Echocardiographic imaging is often limited in the setting of prosthetic heart valves where acoustic shadowing limits visualization of leaflets and periannular structures. In a study involving 27 patients with suspected prosthetic valve (16 of whom underwent surgery), CT imaging agreed closely with TEE findings in patients with aortic wall thickening, but less closely in those with abscess or valve dehiscence (and only moderately in detecting vegetations) [ ]. In a small study of 28 patients with suspected prosthetic-valve IE, use of CT as adjunct imaging beyond TTE and TEE demonstrated additional findings (predominantly mycotic aneurysms) resulting in a recommendation for surgery rather than conservative treatment in 21% of patients [ ]. In a further study of 67 patients with aortic prosthetic-valve IE, perivalvular abscesses providing an indication for surgery were detected on CT but not on TEE in 14% of the cohort ( Figs. 5.1 and 5.2 ) . Conversely, lesions providing an indication for surgery were detected by TEE but missed by CT in 19% of patients (with complete agreement in 85% of cases) [ ]. Diagnostic performance of CT was superior with respect to perivalvular complications and inferior with respect to vegetations, valve perforation, and perivalvular leaks, as confirmed in multiple subsequent studies [ ].
These findings suggest that CT should be a complementary investigation to TEE for the assessment of suspected prosthetic-valve IE. Combined imaging leads to higher rates of detection of IE-related pathology and allows comprehensive evaluation of potential complications and alternative diagnoses [ ].
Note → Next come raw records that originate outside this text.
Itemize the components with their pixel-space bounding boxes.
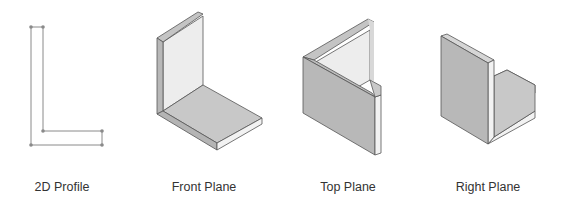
caption-top-plane: Top Plane	[320, 180, 376, 194]
profile-sketch	[29, 25, 104, 147]
diagram-canvas	[0, 0, 583, 209]
caption-right-plane: Right Plane	[456, 180, 521, 194]
caption-2d-profile: 2D Profile	[35, 180, 90, 194]
caption-front-plane: Front Plane	[172, 180, 237, 194]
top-plane-solid	[303, 19, 381, 155]
sketch-vertices	[29, 25, 104, 147]
front-plane-solid	[157, 12, 262, 150]
right-plane-solid	[441, 34, 535, 144]
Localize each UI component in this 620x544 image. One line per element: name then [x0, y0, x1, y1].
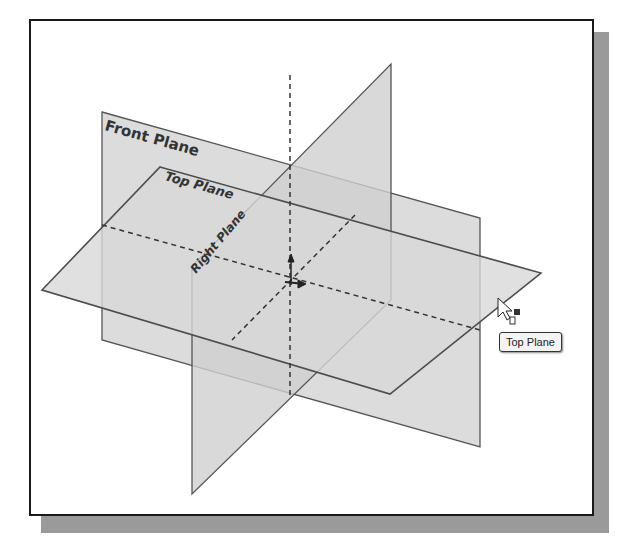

Cardiac CT has a well-defined role in surgical procedural planning in patients who have undergone previous cardiac surgery ( Fig. 5.3 ) and is also the preferred technique for noninvasive evaluation of the coronary arteries in patients with aortic valve IE and aortic root pathology to mitigate the risk of catheter-induced aortic trauma and systemic embolism of aortic valve vegetations [ , , ]. CT is also commonly recommended for the detection of embolic complications of IE or the exclusion of other occult sources of infection when cardiac imaging is normal ( Fig. 5.4A and B ) [ ].
Key limitations of cardiac CT are the use of ionizing radiation, need for iodinated contrast, and the related risk of acute kidney injury and allergic reactions. Furthermore, imaging of the coronary arteries and heart valves requires slow and stable heart rates (owing to its limited temporal resolution) which may be problematic since intravenous or oral beta blockade is relatively contraindicated in patients with congestive cardiac failure or severe valvular incompetence. Prosthetic heart valves and cardiac implantable electronic devices (CIEDs) can also create substantial hard beam artifacts that limit evaluation of key structures [ ].
Whereas TTE and TEE provide excellent visualization of native heart valves, they are limited in the presence of prosthetic heart valves and CIEDs. In these instances, molecular nuclear imaging techniques provide complementary information to localize potential sources of infection when vegetations are not clearly seen [ , ].